The last years were bitter. Kraus believed with sceptical ardour in an independent Austria. This sad patriotism allied him inescapably with the agents of reaction and obscurantism whom he loathed. At the same time, he sensed that the expansionist policies of the Reich would prove irresistible (his final visit to Berlin, during which he gave three readings, took place in mid-November 1932). One of his terminal publications bore the title, soon to be famous, Warum die Fackel nicht erscheint. In a phrase too often taken out of context, Kraus confessed that on the matter of Hitler nothing occurred to him a formulation at once sarcastic and tragically powerless. Confronting the tide of violence in Viennas streets, Karl Kraus found himself endorsing both the abolition of trial by jury and the censorship, partial at least, of the press. The Dritte Walpurgisnacht, with its acrid references to Hitlers and Goebbelss language, with its iconic enlistment of Macbeth and Goethes Faust, would appear only in 1952. Krauss health was failing and though he wrote to the last moment, his death, on June 12, 1936, came as a release.
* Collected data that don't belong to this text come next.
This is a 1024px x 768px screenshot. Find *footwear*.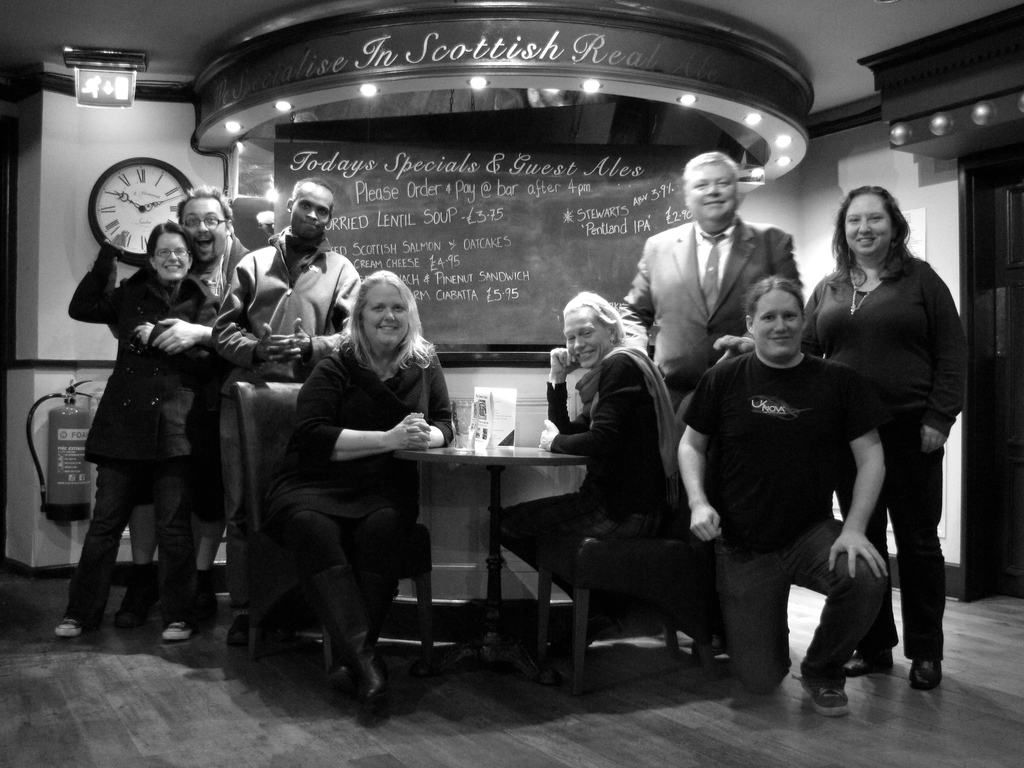
Bounding box: 804:675:851:716.
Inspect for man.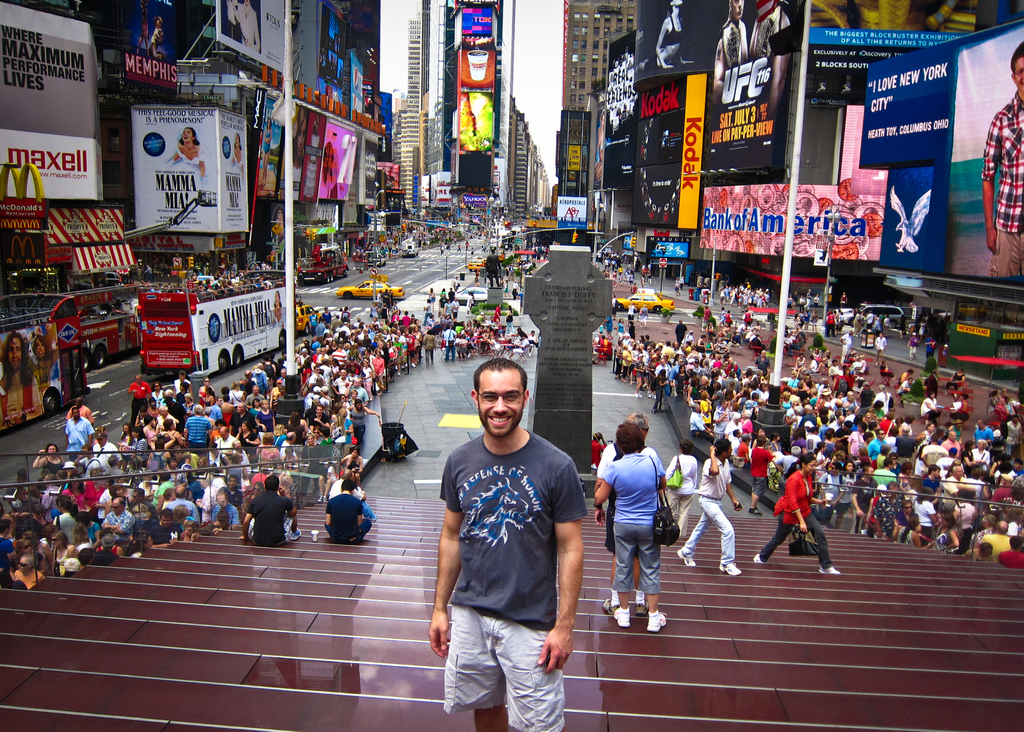
Inspection: [x1=211, y1=492, x2=241, y2=525].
As Edward Timmss book unfolds, Karl Kraus seems to fade from it. Digressions are frequent and prolix. They extend to the Second Vienna School of Music, to Goethe and the laws of nature, to Heidegger and Victor
Klemperers memoirs of National Socialist oppression and jargon. The tawdry chronicle of Austrian domestic politics, of the Heimwehr and the macabre destiny of Dollfuss absorb more and more of Timmss attention. His lucid expositions will serve the student and the specialist. It is Karl Kraus himself who becomes somewhat spectral. We learn little of his personal and inner life, of the genesis of stylistic creation which makes Die letzten Tage a colossus, largely neglected, yet comparable (also in regard of neglect) to Goethes Faust II. The poet in Kraus was fitful, but on occasion of compelling talent. At his cherished Janowitz, in the dark autumn of 1933, he composed one of the decisive poems in modern German:
Man frage nicht, was all die Zeit ich machte.
Ich blieb stumm;
und sage nicht, warum.
Und Stille gibt es, da die Erde krachte.
Kein Wort, das traf;
man spricht nur aus dem Schlaf.
Und träumt von einer Sonne, welche lachte.
Es geht vorbei;
nachher wars einerlei.
Das Wort entschlief, als jene Welt erwachte.
Nietzsches songs of the night have something of this lapidary desolation. Kraus, virtuoso of language, had registered the eclipse of the Word (in the sense of Logos). Timmss specification on Hitlers worlds awaking enfeebles the reach of Krauss epitaph. The death-rattle had become loud in 1914. Will this devoted monument to Kraus induce English-speaking readers to attempt his works (attention is growing in France)? If so, the debt to Edward Timms will be considerable.